Who wouldn’t want to hear the singers? Watch the scantily clad dancers? Try to guess who was a woman and who was just dressed like one? Taste illegal absinthe?

So I went. My novel, A TRACE OF SMOKE, is set in the world of 1931 Berlin. It’s where cabaret nightingale Ernst Vogel, the murder victim, flitted from one dangerous man to the next.

Researching the novel was intriguing. I tasted absinthe in a modern speakeasy in San Francisco, toured the real-life gay bar where my fictional character sang 70 years ago, and learned that all giant rubies have a name. And I got to watch tons of black and white films and call it work: M< img src="http://www.assoc-amazon.com/e/ir?t=freshfiction-20&l=as2&o=1&a=B00065GX64" width="1" height="1" border="0" alt="" style="border:none !important; margin:0px !important;" /> with Peter Lorre, The Blue Angel with Marlene Dietrich, Emil and the Detectives directed by Billy Wilder. Plus I snuck in another viewing of Casablanca and The Third Man even though they were not filmed in Berlin or set in 1931.

I’ve been entranced with Berlin since I lived there in the 1980s, before the Wall came down. I fell in love with Berlin: the sights, sounds, tastes, and historical burden. I was among the flirting teenagers, guest workers, draft dodgers, artists, and GIs who danced to Starship’s “We Built this City” in the Kuh-Dorf disco. More people packed into that disco every night than lived in my Alaskan home town of Talkeetna.

Like any first love, Berlin never let go of me. Years later I called up the cabarets, the coal, and the cobblestones to create a world for Hannah Vogel to inhabit.

Now I can go back any time I want. And so can you.

Rebecca Cantrell
www.RebeccaCantrell.com

 

 

Comments

13 comments posted.

Re: Rebecca Cantrell | Like a First Love, Berlin Never Lets You Go...

I hear that modern Berliners are in love with their city, too. I can't wait to meet Hannah Vogler! When should I expect to find A TRACE OF SMOKE in Borders or Barnes and Noble.
(Judith Heath 2:05am May 7, 2009)

A TRACE OF SMOKE should be at your local bookstores, including Borders and Barnes & Noble as of yesterday. It should be on the New Arrivals or New Mystery tables.
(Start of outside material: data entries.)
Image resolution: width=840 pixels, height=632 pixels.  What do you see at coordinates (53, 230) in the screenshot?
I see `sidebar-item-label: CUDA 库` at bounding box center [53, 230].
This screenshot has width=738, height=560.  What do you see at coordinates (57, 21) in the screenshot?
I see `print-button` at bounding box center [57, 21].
Berlin today is every bit as fascinating as it was in the 1930s. More actually, as it's much more stable politically. :)
(Rebecca Cantrell 3:51am May 13, 2009)

I hope A TRACE OF SMOKE will give me some understanding of what was happening in Germany in the 1930's. I can't fathom what made it ripe for a despot like Hitler.
(Judith Heath 5:53am May 13, 2009)

Talkeetna is about as different from Berlin as you can get. I have been to both and prefer Talkeetna - of course, I didn't have to live in either city so I am speaking as a visitor. And I would like to visit the Berlin of the 1930s.
(Karin Tillotson 11:20am May 13, 2009)

'A Trace of Smoke' makes the past come alive. We can learn so much from history that can be applied to today.
(Rosemary Krejsa 6:18pm May 13, 2009)

Judy: A Trace of Smoke is a slice of life for one woman living through terrible historic times. I hope it captures that one experience. I think it could have gone either way for Germany in 1931. Hitler's rise to power was not as inevitable as it seems now.
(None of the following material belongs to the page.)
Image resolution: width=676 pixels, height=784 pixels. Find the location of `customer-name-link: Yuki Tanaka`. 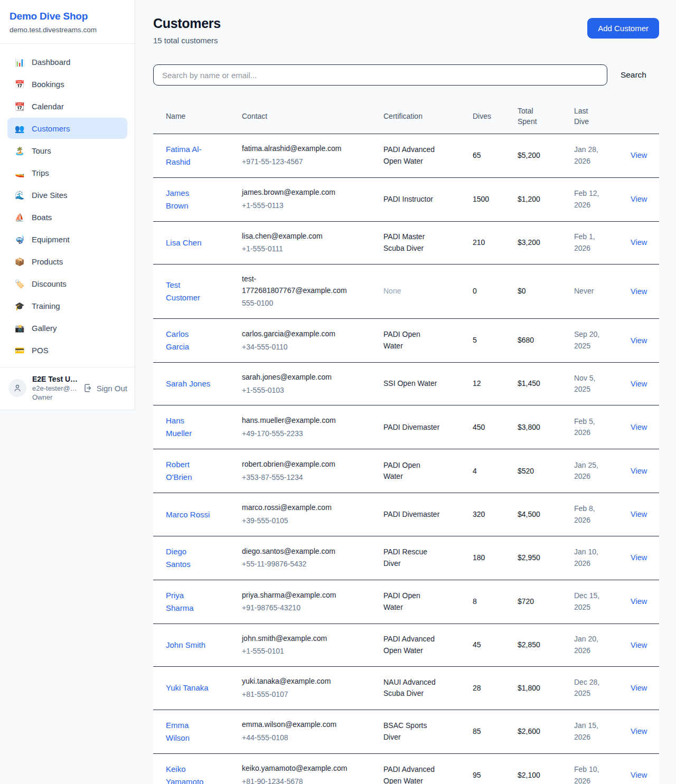

customer-name-link: Yuki Tanaka is located at coordinates (187, 688).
Karin: Talkeetna is lovely, isn't it? The view of Mt. McKinley is amazing. But as a teenager, Berlin had a lot more going on...

Rosemary: Thank you!
(Rebecca Cantrell 7:08pm May 13, 2009)

What a wonderful idea for a book! I'd love to read your story.
(LuAnn Morgan 8:50pm May 13, 2009)

Sounds like an interesting look at a
pivotal time in German history. We miss
so many threads that come together to
make the history we see.
(Patricia Barraclough 10:38pm May 13, 2009)
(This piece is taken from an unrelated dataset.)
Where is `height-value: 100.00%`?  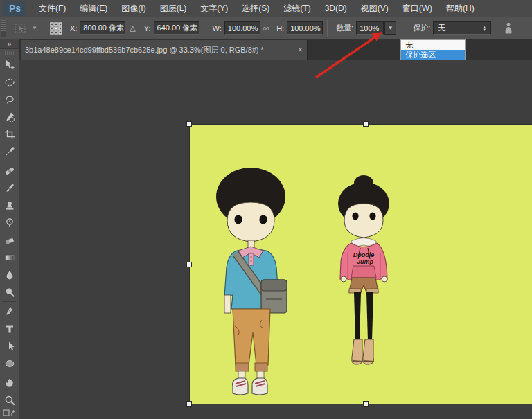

Berlin sounds so mysterious, probably because it's across the water in Europe. I remember listening to a chanteuse singing sultry tunes in a bank converted into a nightclub. Boy, could she hit the notes.
(Alyson Widen 11:27pm May 13, 2009)

I want to travel so bad. At least I get a
glimpse of traveling when I read.
(Bridget Hopper 5:29pm May 14, 2009)

Sounds like a good one! I just finished another book about postwar berlin - pre WWII and it was fascinating...
(Mari M. 4:43pm May 15, 2009)

Fascinating. I would love to read your books.
(Patsy Hagen 1:45pm May 19, 2009)

I'm so pleased that some writers are actually beginning to set their stories in Germany. I've been reading for close to 60 years, and the only books set there were ones written by Germans in German. Few of them have ever been translated. Now within less than a month, I have become ware of 2 novels set there: Renee Ryan's Love Inspired Historical, Dangerous Allies and your today your Hannah Vogel book. I've often wanted to be able to view my parents' world from a novel's perspective--both grew up in Berlin--and this will be a great chance. For most writers it seems to be impossible to see beyond the Hitler era to see what Germans were like before that and are today. It has often bothered me. There have long been novels set in Japan and other formerly combatant nations like Italy, but not Germany. My family and I emigrated to Canada almost 60 years ago. But we had a lot of roots in Germany.

I'll definitely be looking for your books.